Recent changes to the UK’s carbon trading system send the wrong signal to industry and weaken the country’s chances of achieving net zero, according to energy industry observers.
Last month, the authority running the emissions trading scheme (ETS) – made up of the UK and devolved governments – announced a new limit on emissions for power generators, carbon intensive industry and aviation, as well as an expansion of the scheme to the maritime and waste sectors.
The overall emissions cap is being reduced to be consistent with net zero, although this will be at the most generous end of the range. Reducing the allowances available under the scheme aims to incentivise companies to cut their emissions.
However, additional allowances of 53.5 million tonnes (unused from previous years) will be released between 2024 and 2027 to ‘smooth the transition’ and allow the market and polluters to adapt to the new cap. Industry is also being given a greater share of the overall cap than at present, despite actual industry emissions being below the level of the cap in each of the last two years.
The UK ETS was launched in 2021 and initially carbon prices closely matched those in the EU’s equivalent scheme, but in recent months these have diverged. According to carbon data provider SparkChange, this is in large part because increased clean energy production has meant less demand for carbon permits from the UK power sector. But since the changes in early July, prices on the UK ETS have fallen further: at the beginning of August carbon was trading at £42.14 per tonne – over 40% lower than the carbon price in the EU system.

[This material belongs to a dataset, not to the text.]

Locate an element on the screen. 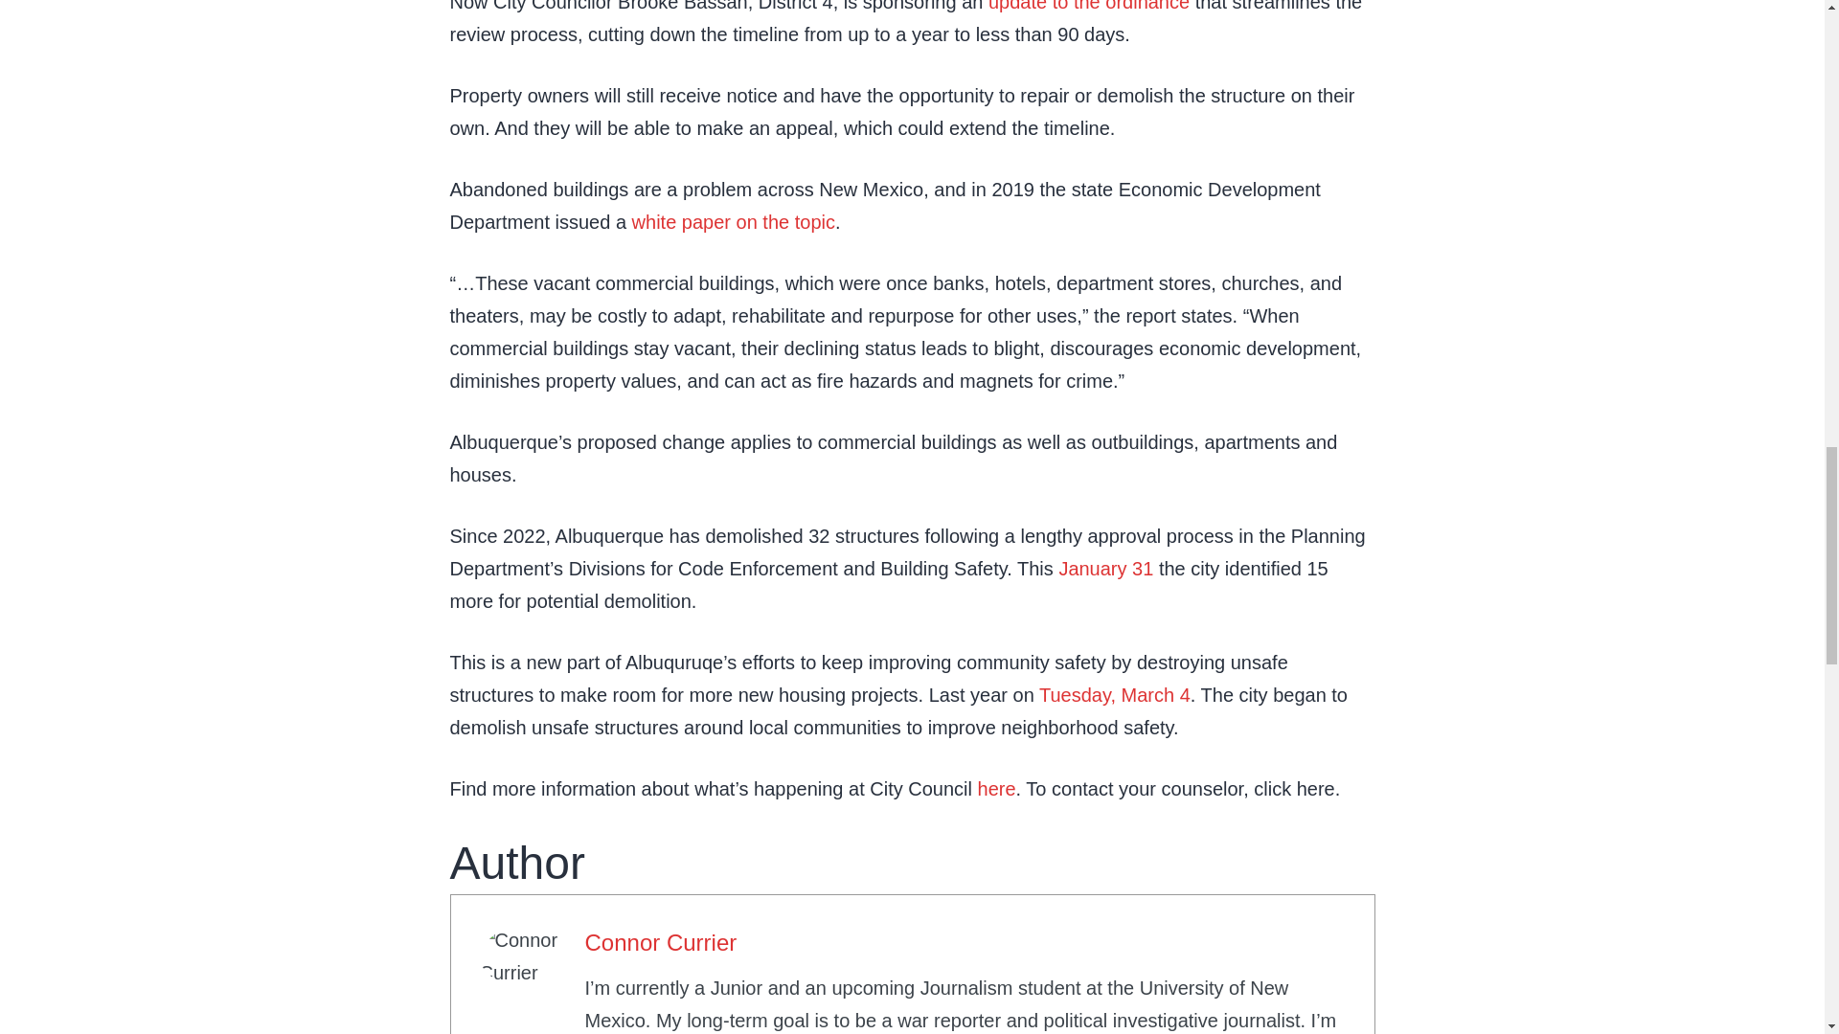 Image resolution: width=1839 pixels, height=1034 pixels. here is located at coordinates (997, 789).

‘When you don’t have that pathway of [the carbon price] getting ever more expensive, that takes away a big incentive to start investing in those decarbonisation technologies – which is really worrying in terms of trying to get to net zero,’ says Mark Williams, senior analyst at Energy UK, the industry’s trade body.
He suggests that if the divergence becomes permanent, it will damage the investment case for renewables and low carbon technology more generally.

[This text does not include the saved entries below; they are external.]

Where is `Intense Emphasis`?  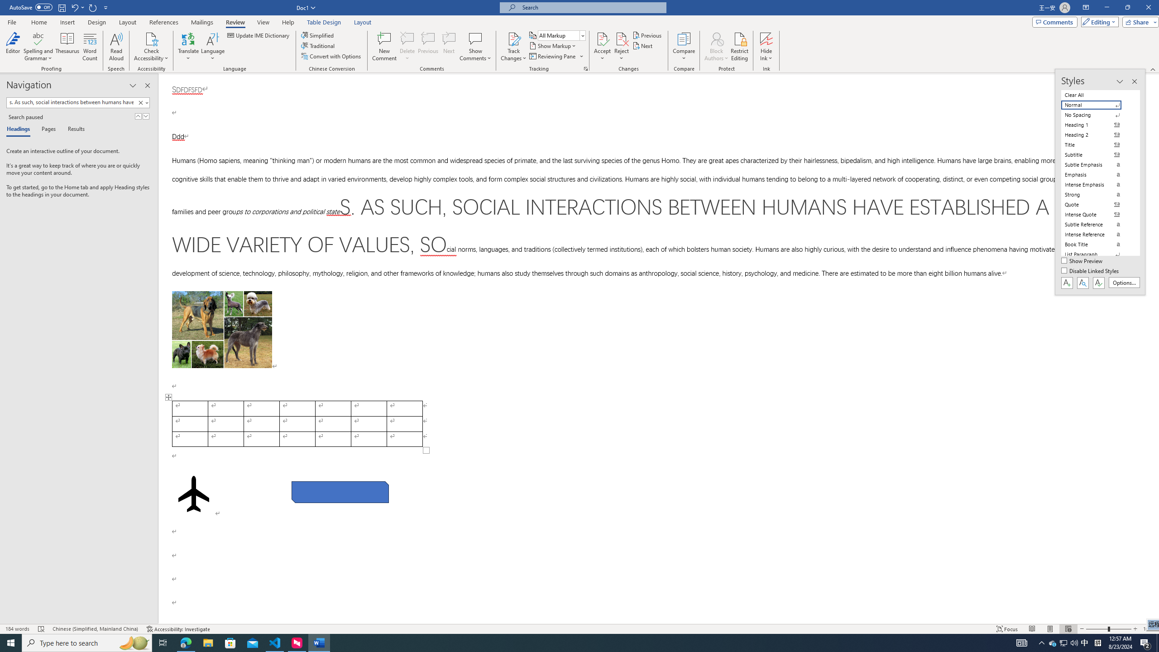
Intense Emphasis is located at coordinates (1096, 185).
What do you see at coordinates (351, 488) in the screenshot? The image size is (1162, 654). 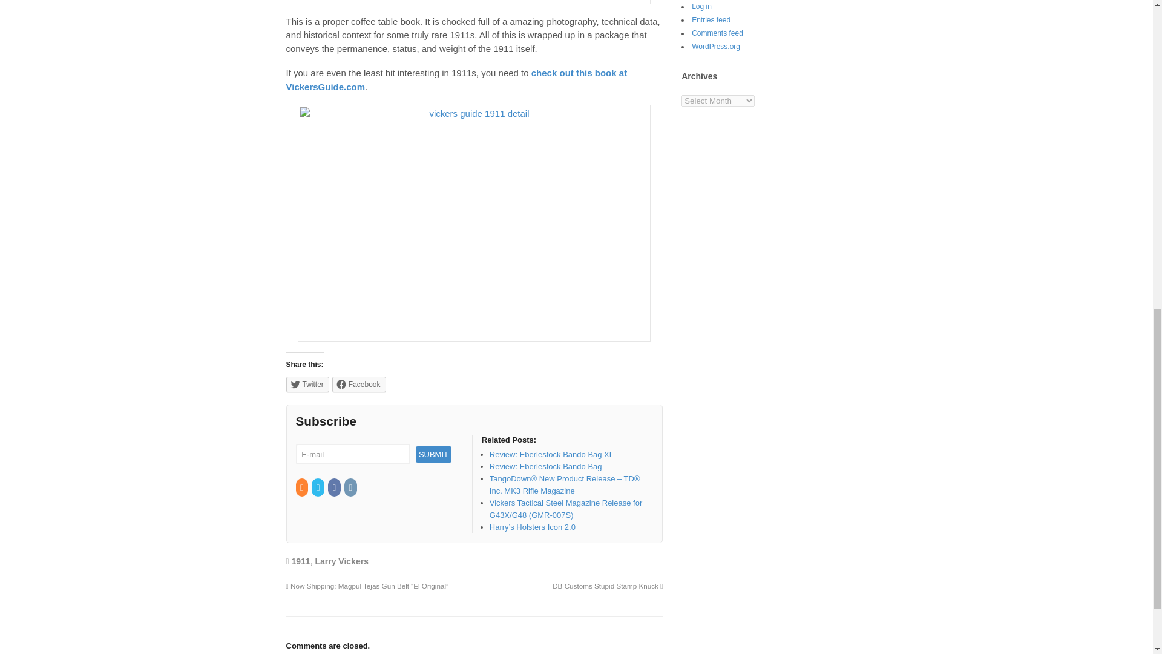 I see `Instagram` at bounding box center [351, 488].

As the price of carbon is included in the cost of electricity production from gas ‘those gas plants become more competitive compared to other forms of electricity’ notes Williams.
‘And because our electricity market is structured such that the price of electricity generated by gas sets the price throughout the whole market … you’re going to see the price paid for that renewable electricity reduce, which again, is going to harm the investment case,’ he adds. ‘It’s also going to be particularly worrying for the development of things like carbon capture, utilisation and storage (CCUS), as a big part of the business case of that is that if you take your carbon and bury it, then you’re not going to have to pay the costs of emitting it.’
The government has just announced another two CCUS cluster projects, in north-east Scotland and the Humber, that could be operational by 2030 subject to negotiations. It has also just finished consultations on including greenhouse gas removals in the UK ETS.
‘I just don’t see how the weakening of carbon pricing policies helps with [the government’s] commitment to support carbon removal and CCUS,’ says Imperial College London researcher Anastasiya Ostrovnaya, an expert on climate risks faced by financial institutions and investors. ‘Will they just subsidise it, or are they going to drop that commitment as well?’
A lower carbon price could ultimately damage UK exports to the EU, which is introducing a carbon border adjustment mechanism in 2026. This is designed to stop EU producers being undercut by industry in countries with weaker carbon pricing policies. UK industry ‘would have to pay the EU carbon price if we don’t pay enough within our own borders,’ notes Ostrovnaya.
The UK scheme will be expanded to cover large maritime vessels in UK waters from 2026 – two years later than the EU – and to the energy from waste and waste incineration sectors from 2028. Consultations are underway on including methane emissions from the oil and gas sector.